Fracture analysis lab
Thu, Feb 11, 2027 · Week 4 · Human Anatomy & Physiology (Human Body Systems)
Today's goal: Analyze fracture types and joint movement using imaging or model data.
What a finished product looks like
This is a model of the work you should turn in today. Use it to check your own: match the structure and the level of detail, do not copy it. Your data and wording should be your own.
Fracture classification table (fictional image set):
- Image 1: greenstick fracture (incomplete, bent on one side). Nearest joint: wrist (condyloid). Likely fast healing because it is incomplete and typical of younger bone.
- Image 2: transverse fracture (break straight across, perpendicular to the bone). Nearest joint: elbow (hinge). Moderate healing time.
- Image 3: comminuted fracture (bone shattered into several fragments). Nearest joint: hip (ball-and-socket). Likely slowest healing because of the many fragments.
- Image 4: spiral fracture (twisting break angling around the bone). Nearest joint: shoulder (ball-and-socket). Moderate to slow healing.
Fastest healer and why: Image 1 (greenstick), because the bone is only partly broken and is the kind of break seen in younger patients with strong blood supply, so less new bone must form.
| Image | Fracture type | Nearest joint (type) | Predicted healing |
|---|---|---|---|
| 1 | Greenstick | Wrist (condyloid) | Fastest, incomplete break |
| 2 | Transverse | Elbow (hinge) | Moderate |
| 3 | Comminuted | Hip (ball-and-socket) | Slowest, many fragments |
| 4 | Spiral | Shoulder (ball-and-socket) | Moderate to slow |
Also due today: Submit your completed data table as a photo or typed document.
WebXam problem for today's skill
One exam-style question that uses exactly what you practiced today. Try it before you reveal the answer, then read why each choice is right or wrong.
Tap an answer to see the full explanation. Nothing is recorded or graded.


## EXERCISE DIRECTIONS
Look through the data below and output, unchanged, every line from the one holding "The height and" through the one holding "is (1048, 560).", inclusive. Skip the pictures.
(Beginning of DATA SUPPLIED)
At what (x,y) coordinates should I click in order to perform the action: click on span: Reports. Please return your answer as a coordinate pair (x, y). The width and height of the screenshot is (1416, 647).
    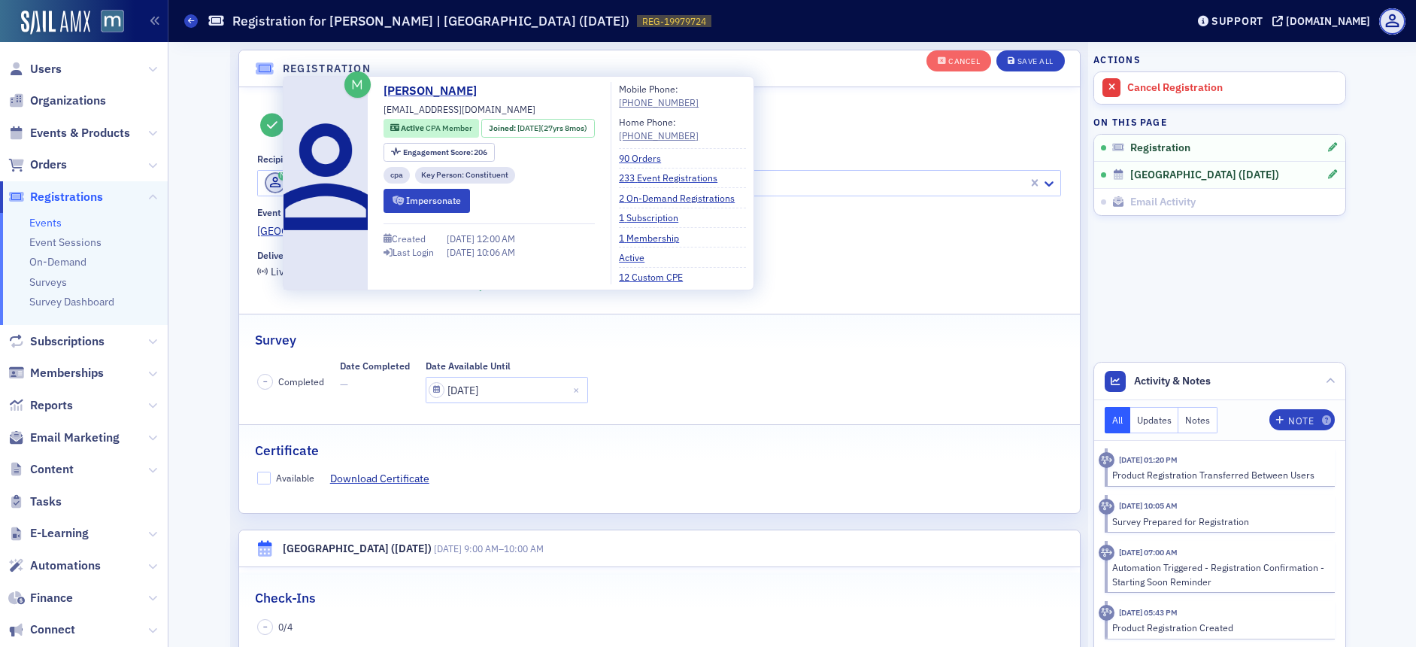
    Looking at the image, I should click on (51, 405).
(End of DATA SUPPLIED)
(Beginning of DATA SUPPLIED)
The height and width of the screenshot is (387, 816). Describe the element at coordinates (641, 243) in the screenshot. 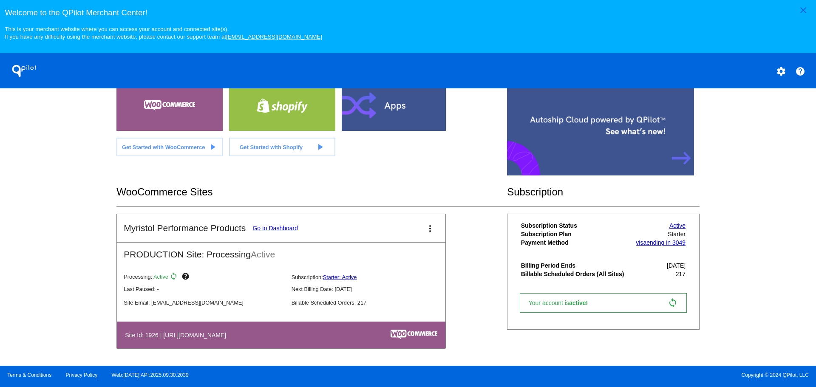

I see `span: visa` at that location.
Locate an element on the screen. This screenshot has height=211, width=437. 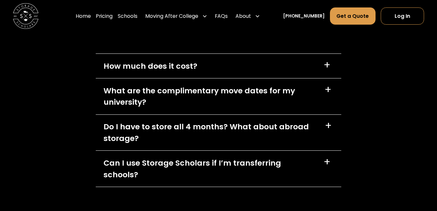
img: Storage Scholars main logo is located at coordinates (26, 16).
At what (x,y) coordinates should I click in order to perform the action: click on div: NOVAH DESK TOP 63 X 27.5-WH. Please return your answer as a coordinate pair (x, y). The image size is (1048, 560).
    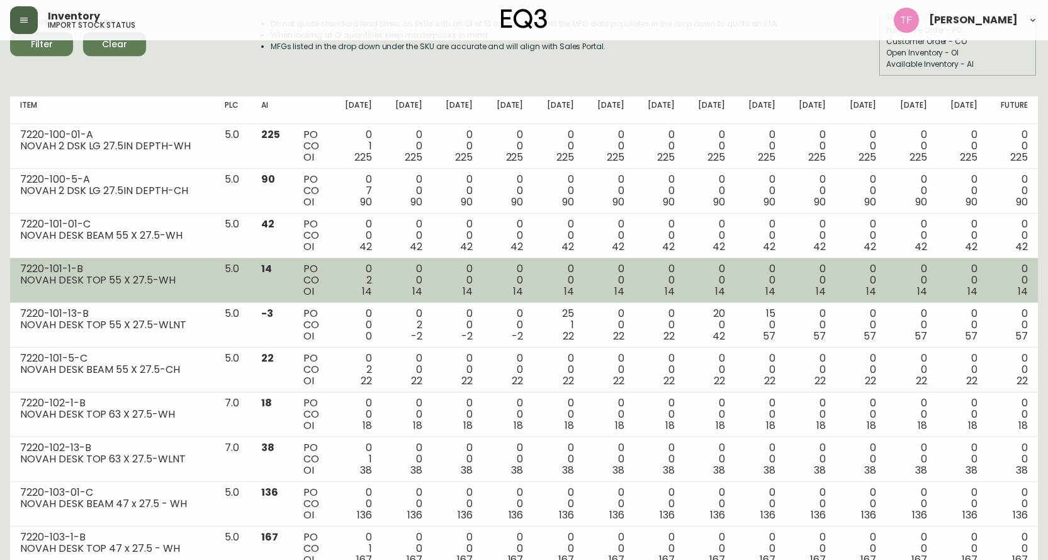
(End of DATA SUPPLIED)
(Beginning of DATA SUPPLIED)
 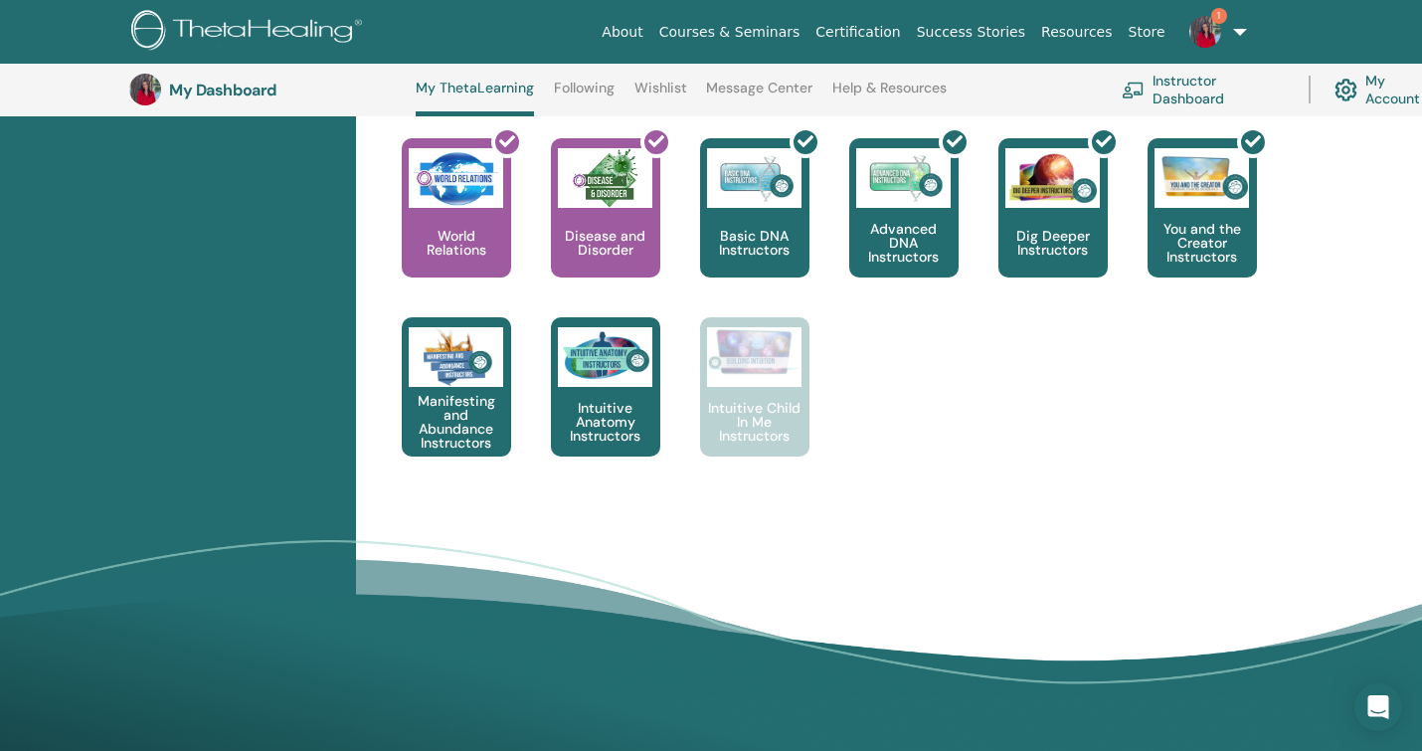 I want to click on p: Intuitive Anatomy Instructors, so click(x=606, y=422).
(End of DATA SUPPLIED)
## RESPONSE AREA
The height and width of the screenshot is (387, 816). Describe the element at coordinates (641, 243) in the screenshot. 

I see `span: visa` at that location.
Locate an element on the screen. This screenshot has height=211, width=437. 
img: Storage Scholars main logo is located at coordinates (26, 16).
At what (x,y) coordinates should I click in order to perform the action: click on div: NOVAH DESK TOP 63 X 27.5-WH. Please return your answer as a coordinate pair (x, y). The image size is (1048, 560).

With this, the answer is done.